If you're interested in general healthy living and want to learn not only what to eat but the nutritional breakdown of how it affects your body, Get It Ripe is an accessible introduction to a healthier lifestyle– that just happens to be vegan, sustainable and pro-planet earth. While most "healthy" oriented diet and cook books can be pretty unforgiving about falling off, Get It Ripe gives a point by point summary on why you should eat whole foods, so that when you do fall off, you're more bummed about missing out on the nourishment than about caving into your fat foods temptation. It's also not so much about eating vegan as it is a way to eat better, since there enough literature that states how bad refined flour, sugar, dairy and non-organic meats are for you.
Jae Steele is a chef, certified nutritionist, activist, and long time publisher of cook zines, and Get It Ripe features the best of her recipes as well as her approach to whole foods cooking. If you're not familiar with whole foods, it's not the expensive market but food in it's whole state, unprocessed, organic, and natural. What I really liked about Steele's approach is that she gives plain spoken explanations of other nutritional philosophies (raw, macrobiotic, and locavore), integrations the best of each of them into her cooking, and explains the nutritional value in each recipe! She appreciates the yin and yang/ hot and cold energies from eastern macrobiotic cooking, and uses more sea vegetables in her recipes. She's also all about encouraging raw foods in the summer when its easiest and most plentiful. If you're scared of giving up carbs, she also includes tons of wheat-free and gluten free baked goods recipes.
She also touches on exercise, body brushing, and wearing as much natural fibers as you can. She's also an activist, and gives the contact info for organizations that can point you to local farmers and food co-ops, if you're willing to put the effort in. While this is all pretty interesting stuff, what's most valuable about this book is that her recipes are easy, call for commonplace ingredients, and are pretty liberal with substitutions. You get the sense that's she's really just providing a blueprint for you to develop your own healthy regiment, and guiding you to figure out what's right for your body.
The book is broken down by sections— why go vegan, what you need in your kitchen, cooking, baking, and desserts, and also features tasty color pictures. Check out the white bean quinoa salad, cauliflower chickpea curry, blueberry breakfast polenta, and maple mashed sweet potatoes. I'm getting hungry already!
Great review! This sounds like a really non-threatening approach to a vegan diet. There are so many out there that are too preachy and overbearing. I'll have to check this out next ... thanks Raina!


§ **Task requirements**
If an entry contains a picture, omit that picture and transcribe everything else exactly.

§ **Provided information**
┄┄┄┄┄┄┄┄┄┄┄┄┄┄┄┄┄┄┄┄
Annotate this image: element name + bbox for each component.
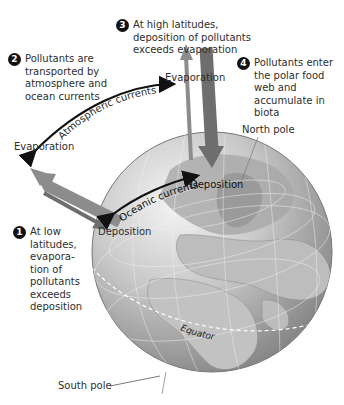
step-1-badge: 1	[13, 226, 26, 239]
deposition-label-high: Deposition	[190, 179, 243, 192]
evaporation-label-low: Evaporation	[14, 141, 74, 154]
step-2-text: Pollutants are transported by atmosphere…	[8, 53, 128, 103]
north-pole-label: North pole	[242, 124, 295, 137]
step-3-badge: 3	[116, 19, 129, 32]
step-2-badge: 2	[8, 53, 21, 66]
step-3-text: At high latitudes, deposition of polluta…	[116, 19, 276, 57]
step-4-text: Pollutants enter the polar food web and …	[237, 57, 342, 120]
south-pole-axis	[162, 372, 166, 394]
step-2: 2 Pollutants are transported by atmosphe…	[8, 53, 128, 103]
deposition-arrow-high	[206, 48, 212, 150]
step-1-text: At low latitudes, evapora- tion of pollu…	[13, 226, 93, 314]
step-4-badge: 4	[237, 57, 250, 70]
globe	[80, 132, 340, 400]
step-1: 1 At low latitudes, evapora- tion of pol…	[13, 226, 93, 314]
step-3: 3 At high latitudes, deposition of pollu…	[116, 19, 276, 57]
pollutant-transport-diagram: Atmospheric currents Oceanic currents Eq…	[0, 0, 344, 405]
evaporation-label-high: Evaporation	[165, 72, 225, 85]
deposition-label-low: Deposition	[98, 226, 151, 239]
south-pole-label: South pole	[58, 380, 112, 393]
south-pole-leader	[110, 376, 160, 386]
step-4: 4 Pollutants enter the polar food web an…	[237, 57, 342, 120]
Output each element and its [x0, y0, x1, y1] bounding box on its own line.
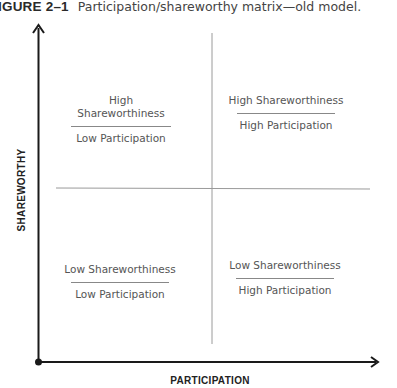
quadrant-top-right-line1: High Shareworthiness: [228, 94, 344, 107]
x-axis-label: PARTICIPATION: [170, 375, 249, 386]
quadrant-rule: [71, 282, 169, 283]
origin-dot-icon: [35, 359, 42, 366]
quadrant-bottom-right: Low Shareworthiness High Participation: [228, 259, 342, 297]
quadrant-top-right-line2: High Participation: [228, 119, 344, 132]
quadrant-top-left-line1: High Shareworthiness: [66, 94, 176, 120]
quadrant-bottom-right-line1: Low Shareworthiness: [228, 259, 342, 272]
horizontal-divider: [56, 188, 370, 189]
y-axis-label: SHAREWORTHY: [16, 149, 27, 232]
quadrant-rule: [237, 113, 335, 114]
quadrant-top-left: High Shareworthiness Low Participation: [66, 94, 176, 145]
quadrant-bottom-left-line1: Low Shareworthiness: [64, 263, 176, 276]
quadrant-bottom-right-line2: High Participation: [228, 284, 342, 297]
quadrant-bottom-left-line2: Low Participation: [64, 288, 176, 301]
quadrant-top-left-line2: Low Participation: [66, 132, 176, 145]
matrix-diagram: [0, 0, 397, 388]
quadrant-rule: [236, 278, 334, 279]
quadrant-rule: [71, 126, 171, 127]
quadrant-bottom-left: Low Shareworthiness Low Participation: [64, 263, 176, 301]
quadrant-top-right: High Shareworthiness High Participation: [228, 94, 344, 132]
┄┄┄┄┄┄┄┄┄┄┄┄┄┄┄┄┄┄┄┄
§ **Your response**
Annotate this image: element name + bbox for each component.
step-1-badge: 1	[13, 226, 26, 239]
deposition-label-high: Deposition	[190, 179, 243, 192]
evaporation-label-low: Evaporation	[14, 141, 74, 154]
step-2-text: Pollutants are transported by atmosphere…	[8, 53, 128, 103]
north-pole-label: North pole	[242, 124, 295, 137]
step-3-badge: 3	[116, 19, 129, 32]
step-2-badge: 2	[8, 53, 21, 66]
step-3-text: At high latitudes, deposition of polluta…	[116, 19, 276, 57]
step-4-text: Pollutants enter the polar food web and …	[237, 57, 342, 120]
south-pole-axis	[162, 372, 166, 394]
step-2: 2 Pollutants are transported by atmosphe…	[8, 53, 128, 103]
deposition-arrow-high	[206, 48, 212, 150]
step-1-text: At low latitudes, evapora- tion of pollu…	[13, 226, 93, 314]
step-4-badge: 4	[237, 57, 250, 70]
globe	[80, 132, 340, 400]
step-1: 1 At low latitudes, evapora- tion of pol…	[13, 226, 93, 314]
step-3: 3 At high latitudes, deposition of pollu…	[116, 19, 276, 57]
pollutant-transport-diagram: Atmospheric currents Oceanic currents Eq…	[0, 0, 344, 405]
evaporation-label-high: Evaporation	[165, 72, 225, 85]
deposition-label-low: Deposition	[98, 226, 151, 239]
south-pole-label: South pole	[58, 380, 112, 393]
south-pole-leader	[110, 376, 160, 386]
step-4: 4 Pollutants enter the polar food web an…	[237, 57, 342, 120]
Output each element and its [x0, y0, x1, y1] bounding box on its own line.
quadrant-top-right-line1: High Shareworthiness: [228, 94, 344, 107]
x-axis-label: PARTICIPATION: [170, 375, 249, 386]
quadrant-rule: [71, 282, 169, 283]
origin-dot-icon: [35, 359, 42, 366]
quadrant-bottom-right: Low Shareworthiness High Participation: [228, 259, 342, 297]
quadrant-top-right-line2: High Participation: [228, 119, 344, 132]
quadrant-top-left-line1: High Shareworthiness: [66, 94, 176, 120]
quadrant-bottom-right-line1: Low Shareworthiness: [228, 259, 342, 272]
horizontal-divider: [56, 188, 370, 189]
y-axis-label: SHAREWORTHY: [16, 149, 27, 232]
quadrant-rule: [237, 113, 335, 114]
quadrant-top-left: High Shareworthiness Low Participation: [66, 94, 176, 145]
quadrant-bottom-left-line1: Low Shareworthiness: [64, 263, 176, 276]
quadrant-bottom-right-line2: High Participation: [228, 284, 342, 297]
quadrant-bottom-left-line2: Low Participation: [64, 288, 176, 301]
quadrant-top-left-line2: Low Participation: [66, 132, 176, 145]
matrix-diagram: [0, 0, 397, 388]
quadrant-rule: [236, 278, 334, 279]
quadrant-rule: [71, 126, 171, 127]
quadrant-bottom-left: Low Shareworthiness Low Participation: [64, 263, 176, 301]
quadrant-top-right: High Shareworthiness High Participation: [228, 94, 344, 132]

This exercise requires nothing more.